What this complicated jumble of words means, what the Biden administration is really proposing, practically and bluntly speaking, is this: Discrimination against transgender students in schools is permitted, so long as the school officials are nice about it.
So much for the “most pro-LGBT presidential administration in U.S. history” — as some gullible liberals have lauded Biden. So much for the “party of LGBT rights.”
What we really have is the party of “compromise” — compromise with fascism. What we really have, in the Democratic Party, is the left-wing of U.S. fascism — a left-wing that continually makes overtures to the extreme-right, that routinely sells out the most oppressed for momentary bumps in opinion polls, and that, in the long-run, serves only to consolidate the rise of U.S. fascism in its most brutal, militaristic, terroristic form.
Our only response to the Biden administration’s half-measured, two-faced, compromised “protections” of transgender rights must be an emphatic “Not good enough!”
We must always demand more. We must demand full equality before the law, full and unequivocal legal protections for transgender people, absolute guarantees for our civil liberties. We must demand no compromises with fascism.

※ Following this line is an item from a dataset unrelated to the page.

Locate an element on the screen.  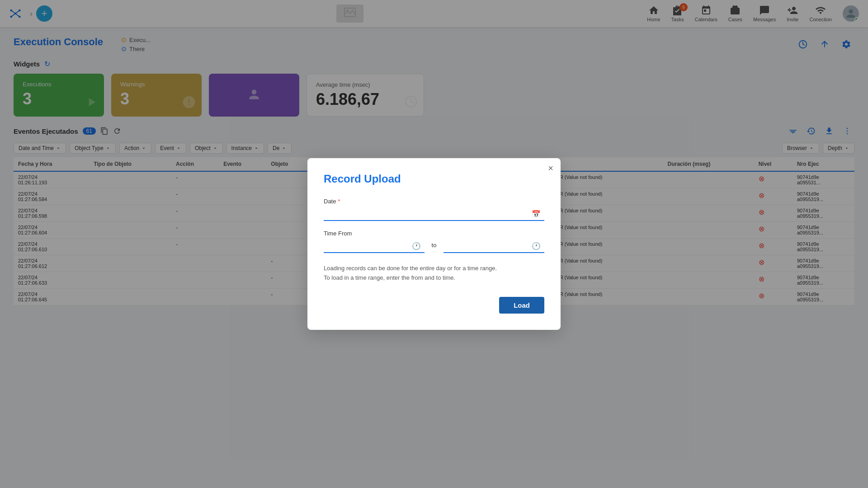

And we must not ask nicely. We must rid ourselves of the illusion that we can “vote in” the change we need; we must dispense with the idea that “our” representatives will listen to us, if only we call their offices and write them “firm, but polite” letters.
Comrade Assata Shakur rightly said, “Nobody in the world, nobody in history, has ever gotten their freedom by appealing to the moral sense of the people who were oppressing them.”
No, we must win our demands from our oppressors. We must force them to concede to popular will. Pleading will accomplish nothing. We must speak with the force of the only language our oppressors understand — the language of the unheard oppressed, of mass demonstrations, boycotts, occupations, and more. We must speak the language of organized mass political struggle, and we must not relent until our popular demands are met in full.
Only then will the civil rights and liberties of transgender people be converted from a political ideal to a political reality. Only then will we win the justice we seek.